For Objective 4, the project generated important translational outputs, including the Proof of Concept iReach, a new multisensory device for assessing and training emerging sensorimotor abilities in infants with visual impairments [12]. Together with new methodological tools and the project’s theoretical synthesis on spatial development with and without vision [13], these outputs represent a key exploitation pathway of MYSpace.
Overall, MYSpace demonstrated the key role of vision in early development, identified relevant windows for intervention, and generated both major scientific outputs and innovative tools for clinical translation.

[1] Gori et al., Current Biology (2021) Multisensory Spatial Perception in Visually Impaired Infants
[2] Gori et al., iScience (2025) Vision drives the neural construction of a two-stage hierarchy of spatial processing in infancy
[3] Bollini et al., Journal of Experimental Child Psychology (2021); Bollini et al., JEP: Human Perception and Performance (2023)

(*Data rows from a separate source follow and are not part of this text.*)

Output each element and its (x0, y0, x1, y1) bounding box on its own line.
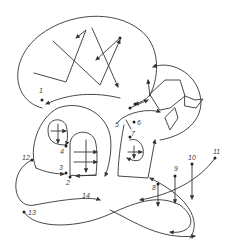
label-10: 10 (188, 154, 196, 161)
loop-back (110, 210, 195, 237)
right-window (127, 139, 143, 160)
right-arrow (130, 100, 148, 108)
label-8: 8 (152, 184, 156, 191)
point-11 (214, 157, 217, 160)
point-4 (65, 145, 68, 148)
label-7: 7 (131, 130, 136, 137)
curve-8-back (150, 178, 194, 238)
cap-pattern-c (92, 28, 118, 87)
right-building (118, 125, 155, 178)
point-3 (65, 172, 68, 175)
label-9: 9 (174, 165, 178, 172)
point-9 (174, 175, 177, 178)
point-cap-a (119, 37, 122, 40)
label-6: 6 (137, 119, 141, 126)
label-1: 1 (39, 87, 43, 94)
label-5: 5 (115, 121, 119, 128)
mushroom-house-diagram: 1 2 3 4 5 6 7 8 9 10 11 12 13 14 (0, 0, 233, 246)
loop-14 (24, 200, 191, 233)
point-12 (31, 159, 34, 162)
diamond-arrow (148, 80, 150, 96)
point-right (129, 107, 132, 110)
diamond-shape (150, 80, 203, 130)
label-4: 4 (60, 148, 64, 155)
point-6 (133, 121, 136, 124)
point-13 (23, 211, 26, 214)
point-cap-b (134, 103, 137, 106)
label-11: 11 (213, 148, 220, 155)
label-12: 12 (22, 154, 30, 161)
cap-pattern-a (34, 30, 86, 82)
cap-underside (46, 94, 120, 104)
label-14: 14 (82, 192, 90, 199)
door (70, 132, 97, 175)
point-10 (191, 163, 194, 166)
label-2: 2 (65, 179, 70, 186)
point-1 (41, 99, 44, 102)
spine-line (126, 120, 131, 129)
point-8 (157, 183, 160, 186)
label-13: 13 (28, 209, 36, 216)
label-3: 3 (59, 164, 63, 171)
house-body (33, 106, 111, 176)
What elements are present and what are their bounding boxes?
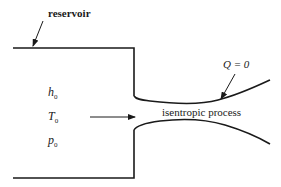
- nozzle-top-wall: [134, 80, 270, 104]
- reservoir-top-wall: [13, 48, 134, 96]
- enthalpy-label: h0: [48, 85, 58, 101]
- pressure-label: p0: [47, 133, 58, 149]
- temperature-label: T0: [48, 109, 59, 125]
- reservoir-nozzle-diagram: reservoir h0 T0 p0 isentropic process Q …: [0, 0, 281, 187]
- stagnation-properties: h0 T0 p0: [47, 85, 59, 149]
- reservoir-leader-arrow: [33, 21, 43, 46]
- reservoir-label: reservoir: [48, 7, 91, 19]
- isentropic-process-label: isentropic process: [162, 106, 241, 118]
- reservoir-bottom-wall: [13, 130, 134, 178]
- nozzle-bottom-wall: [134, 119, 270, 144]
- reservoir-walls: [13, 48, 134, 178]
- heat-transfer-label: Q = 0: [223, 58, 250, 70]
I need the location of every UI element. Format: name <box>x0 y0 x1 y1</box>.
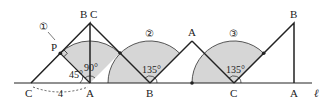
rolling-triangle-diagram: B C ① P 45° 90° C 4 A ② A 135° B ③ B 135… <box>0 0 328 100</box>
label-b-base: B <box>146 87 153 99</box>
label-bc-top: B C <box>80 8 97 20</box>
label-1-leader <box>48 32 55 40</box>
dot-at-base-a <box>190 81 194 85</box>
label-p: P <box>51 41 57 53</box>
angle-label-135-c: 135° <box>226 64 245 75</box>
angle-label-45: 45° <box>69 69 83 80</box>
label-b-top: B <box>290 8 297 20</box>
sector-2-label: ② <box>145 28 154 39</box>
angle-label-135-b: 135° <box>142 64 161 75</box>
sector-3-label: ③ <box>229 28 238 39</box>
sector-1-label: ① <box>39 21 48 32</box>
dot-on-side-3 <box>262 52 266 56</box>
label-c-base: C <box>230 87 237 99</box>
label-c-left: C <box>25 87 32 99</box>
label-a-base-right: A <box>290 87 298 99</box>
label-a-top: A <box>188 26 196 38</box>
line-l-label: ℓ <box>314 87 319 99</box>
label-a-1: A <box>86 87 94 99</box>
angle-label-90: 90° <box>84 62 98 73</box>
point-p-dot <box>59 52 63 56</box>
intersection-dot-1 <box>118 51 122 55</box>
distance-label-4: 4 <box>58 88 63 99</box>
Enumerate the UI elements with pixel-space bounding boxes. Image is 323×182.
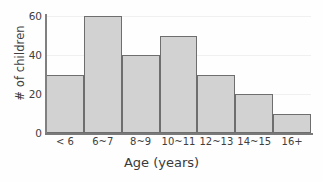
bar-slot xyxy=(197,16,235,133)
x-tick-label: 16+ xyxy=(273,136,311,147)
bar-slot xyxy=(235,16,273,133)
x-tick-label: 6~7 xyxy=(84,136,122,147)
histogram-chart: # of children 60 40 20 0 < 66~78~910~111… xyxy=(0,0,323,182)
x-tick-label: 8~9 xyxy=(122,136,160,147)
bar-slot xyxy=(160,16,198,133)
bar-slot xyxy=(273,16,311,133)
y-tick-label: 40 xyxy=(22,50,42,61)
bar xyxy=(197,75,235,134)
plot-inner xyxy=(46,16,311,133)
x-tick-label: 14~15 xyxy=(235,136,273,147)
x-tick-label: 12~13 xyxy=(197,136,235,147)
bar xyxy=(273,114,311,133)
bar xyxy=(235,94,273,133)
x-tick-label: 10~11 xyxy=(160,136,198,147)
x-axis-line xyxy=(45,133,313,135)
x-tick-label: < 6 xyxy=(46,136,84,147)
bar xyxy=(84,16,122,133)
bar xyxy=(122,55,160,133)
bar-slot xyxy=(122,16,160,133)
bar xyxy=(160,36,198,134)
x-axis-tick-labels: < 66~78~910~1112~1314~1516+ xyxy=(46,136,311,147)
bar-slot xyxy=(46,16,84,133)
plot-area xyxy=(46,16,311,133)
bar-slot xyxy=(84,16,122,133)
x-axis-label: Age (years) xyxy=(0,155,323,170)
y-tick-label: 0 xyxy=(22,128,42,139)
y-tick-label: 20 xyxy=(22,89,42,100)
bar-series xyxy=(46,16,311,133)
y-axis-line xyxy=(45,14,47,135)
bar xyxy=(46,75,84,134)
y-tick-label: 60 xyxy=(22,11,42,22)
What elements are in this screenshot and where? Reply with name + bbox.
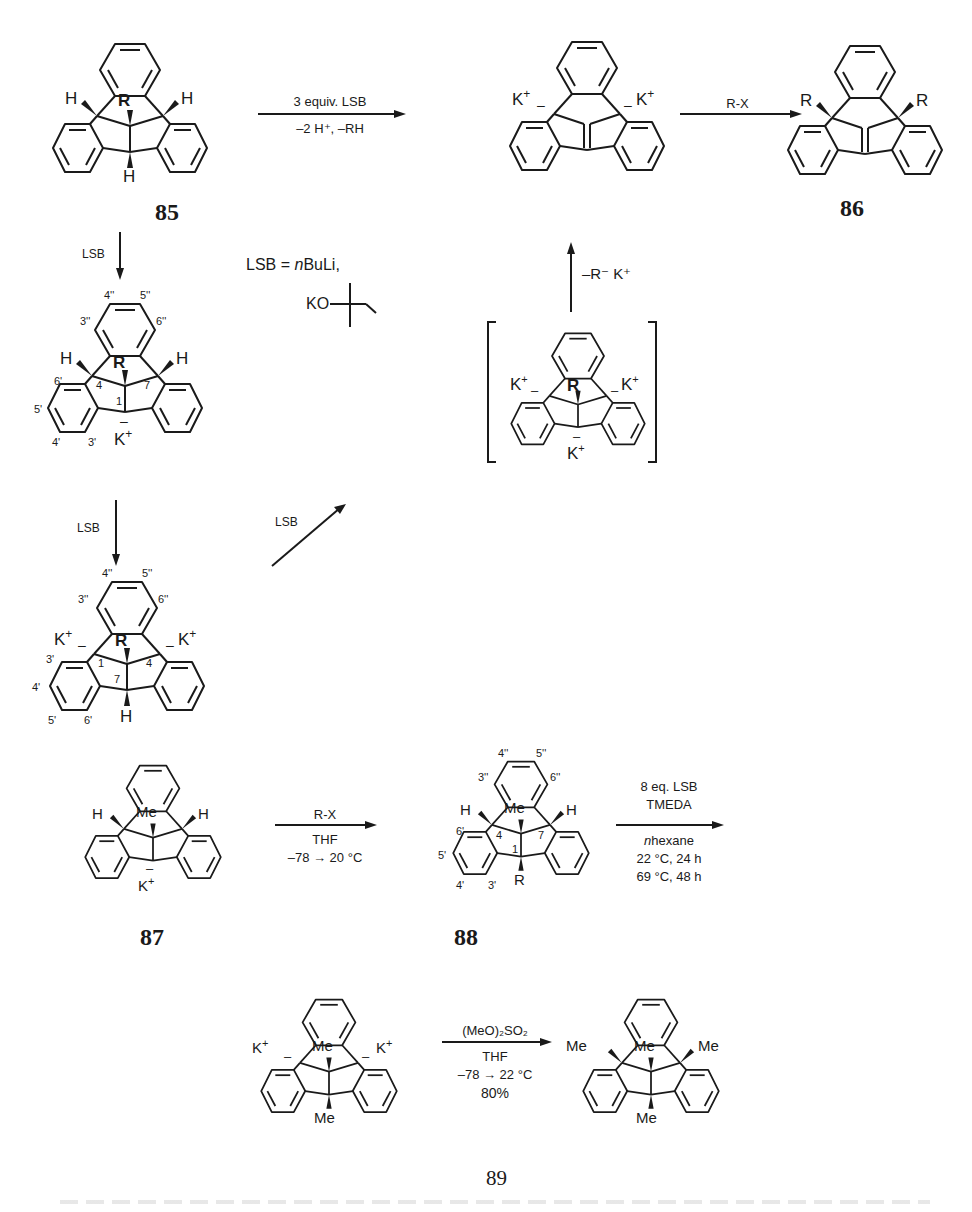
potassium-cation-left: K+ <box>512 88 530 108</box>
compound-label-86: 86 <box>840 196 864 220</box>
compound-89-structure: Me Me Me Me <box>576 996 726 1136</box>
position-5p: 5' <box>438 850 446 861</box>
arrow8-condition-2: 69 °C, 48 h <box>614 868 724 886</box>
arrow6-byproduct: –R⁻ K⁺ <box>582 264 631 284</box>
reaction-arrow-3 <box>115 232 125 282</box>
arrow8-solvent: nhexane <box>614 832 724 850</box>
position-4pp: 4'' <box>102 568 112 579</box>
position-3pp: 3'' <box>478 772 488 783</box>
position-3pp: 3'' <box>80 316 90 327</box>
compound-87-structure: Me H H – K+ <box>78 762 228 902</box>
dianion-structure: R K+ – – K+ H 4'' 5'' 3'' 6'' 3' 4' 5' 6… <box>42 578 212 738</box>
arrow1-reagent: 3 equiv. LSB <box>260 93 400 111</box>
arrowhead-icon <box>712 821 724 829</box>
potassium-cation: K+ <box>138 876 154 893</box>
h-atom-right: H <box>181 90 193 107</box>
center-substituent: R <box>118 92 130 109</box>
position-5p: 5' <box>34 404 42 415</box>
carbanion-charge-left: – <box>537 98 545 112</box>
r-substituent-bottom: R <box>514 872 525 887</box>
arrow8-condition-1: 22 °C, 24 h <box>614 850 724 868</box>
h-atom-right: H <box>176 350 188 367</box>
h-atom-left: H <box>92 806 103 821</box>
arrow4-reagent: LSB <box>77 520 100 536</box>
compound-88-structure: Me H H R 4'' 5'' 3'' 6'' 6' 5' 4' 3' 4 7… <box>446 758 596 908</box>
arrow9-reagent: (MeO)₂SO₂ <box>440 1022 550 1040</box>
position-6pp: 6'' <box>158 594 168 605</box>
center-substituent: Me <box>634 1038 655 1053</box>
arrowhead-icon <box>394 110 406 118</box>
h-atom-bottom: H <box>123 168 135 185</box>
position-3p: 3' <box>88 437 96 448</box>
reaction-arrow-5 <box>270 500 350 570</box>
center-substituent: R <box>115 632 127 649</box>
position-4p: 4' <box>52 437 60 448</box>
compound-label-85: 85 <box>155 200 179 224</box>
position-c4: 4 <box>96 380 102 391</box>
arrow3-reagent: LSB <box>82 246 105 262</box>
compound-label-89: 89 <box>486 1168 507 1189</box>
r-substituent-left: R <box>800 92 812 109</box>
compound-label-87: 87 <box>140 925 164 949</box>
dipotassium-dianion-structure: K+ – – K+ <box>502 38 672 188</box>
tert-amyl-skeleton <box>330 283 380 333</box>
h-atom-right: H <box>566 802 577 817</box>
arrow9-temperature: –78 → 22 °C <box>440 1066 550 1084</box>
compound-86-structure: R R <box>780 42 950 192</box>
reaction-arrow-6 <box>566 240 576 314</box>
reaction-arrow-9 <box>442 1041 542 1043</box>
position-c4: 4 <box>146 658 152 669</box>
carbanion-charge-right: – <box>362 1050 369 1063</box>
h-atom-left: H <box>460 802 471 817</box>
arrow7-solvent: THF <box>275 831 375 849</box>
carbanion-charge-right: – <box>624 98 632 112</box>
position-6p: 6' <box>84 715 92 726</box>
position-3p: 3' <box>46 654 54 665</box>
reaction-arrow-1 <box>258 113 396 115</box>
carbanion-charge-left: – <box>78 638 86 652</box>
center-substituent: R <box>567 377 579 394</box>
position-5pp: 5'' <box>142 568 152 579</box>
potassium-cation-right: K+ <box>621 374 639 393</box>
position-4pp: 4'' <box>104 290 114 301</box>
methyl-dianion-structure: Me K+ – – K+ Me <box>254 996 404 1136</box>
position-6pp: 6'' <box>550 772 560 783</box>
potassium-cation-right: K+ <box>376 1038 392 1055</box>
potassium-cation-bottom: K+ <box>567 443 585 462</box>
potassium-cation: K+ <box>114 428 132 448</box>
position-6p: 6' <box>54 376 62 387</box>
arrow7-temperature: –78 → 20 °C <box>265 849 385 867</box>
position-c1: 1 <box>512 844 518 855</box>
carbanion-charge-left: – <box>531 384 538 397</box>
h-atom-right: H <box>198 806 209 821</box>
position-4pp: 4'' <box>498 748 508 759</box>
position-3pp: 3'' <box>78 594 88 605</box>
arrowhead-icon <box>365 821 377 829</box>
position-3p: 3' <box>488 880 496 891</box>
r-substituent-right: R <box>916 92 928 109</box>
potassium-cation-left: K+ <box>252 1038 268 1055</box>
position-5p: 5' <box>48 715 56 726</box>
position-c7: 7 <box>144 380 150 391</box>
position-4p: 4' <box>32 682 40 693</box>
reaction-arrow-4 <box>111 500 121 570</box>
carbanion-charge-right: – <box>611 384 618 397</box>
center-substituent: Me <box>312 1038 333 1053</box>
position-6p: 6' <box>456 826 464 837</box>
carbanion-charge-left: – <box>284 1050 291 1063</box>
position-4p: 4' <box>456 880 464 891</box>
potassium-cation-right: K+ <box>636 88 654 108</box>
arrowhead-icon <box>540 1038 552 1046</box>
arrow7-reagent: R-X <box>275 806 375 824</box>
arrow2-reagent: R-X <box>680 95 795 113</box>
compound-label-88: 88 <box>454 925 478 949</box>
potassium-alkoxide-label: KO <box>306 296 329 312</box>
position-6pp: 6'' <box>156 316 166 327</box>
position-c1: 1 <box>116 396 122 407</box>
methyl-substituent-right: Me <box>698 1038 719 1053</box>
potassium-cation-right: K+ <box>178 628 196 648</box>
monoanion-structure: R H H – K+ 4'' 5'' 3'' 6'' 6' 5' 4' 3' 4… <box>40 300 210 460</box>
carbanion-charge: – <box>146 862 153 875</box>
compound-85-structure: R H H H <box>45 40 215 190</box>
figure-caption-truncated <box>60 1200 930 1204</box>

[4] Casado-Palacios et al., Brain Sciences (2025) Cross-Modal Interactions and Movement-Related Tactile Gating: The Role of Vision
[5] Coelho et al., Neuroscience (2024) Hand and Foot Overestimation in Visually Impaired Human Adults
[6] Tonelli et al., Developmental Science (2026) The Development of Audio-Tactile Spatial Integration: Unraveling Vision’s Contribution
[7] Amadeo et al., Journal of Neuroscience (2026) Space Impacts Temporal Processing via a Visual-Dependent Spatially Organized Neural Architecture
[8] Vitali et al., NeuroImage (2024) Blindness Affects the Developmental Trajectory of the Sleeping Brain
[9] Petri et al., Developmental Science (2025) Impact of Congenital Visual Impairment on Early-Life Exploration
[10] Tonelli et al., Journal of Experimental Psychology: General (2025) The Influence of Blindness on Auditory Context Dependency
[11] Gori et al., Current Biology (2024) Disambiguating Vision with Sound
[12] Gori et al., Frontiers in Psychology (2025) iReach: New Multisensory Technology for Early Intervention in Infants with Visual Impairments
[13] Gori, Amadeo & Bremner, Nature Reviews Psychology (2026) The development of spatial perception with and without visual experience
MYSpace is an innovative project that explores how auditory and tactile spatial representations develop and integrate in sighted and blind children, and how these processes relate to body-centred spatial coding. By combining cross-sectional and longitudinal studies with psychophysics, neurophysiology, and multisensory modeling, the project aims to identify critical developmental windows and opportunities for recovery. It also lays the methodological foundation for multisensory rehabilitation in blind infants. More broadly, MYSpace opens a new research area linking child development, blindness, cortical reorganization, and rehabilitation, grounded in extensive experience in psychology and technology for children with visual impairment.
These neuroscientific findings of MYSpace are helpful for i) Creating a new, innovative, user-centered rehabilitation and sensory substitution technology based on MS feedback. ii) The development of new products by small companies, which improves the competitiveness of the European industry. iii) Rehabilitation to improve impaired spatial representations for individuals with visual and motor impairments.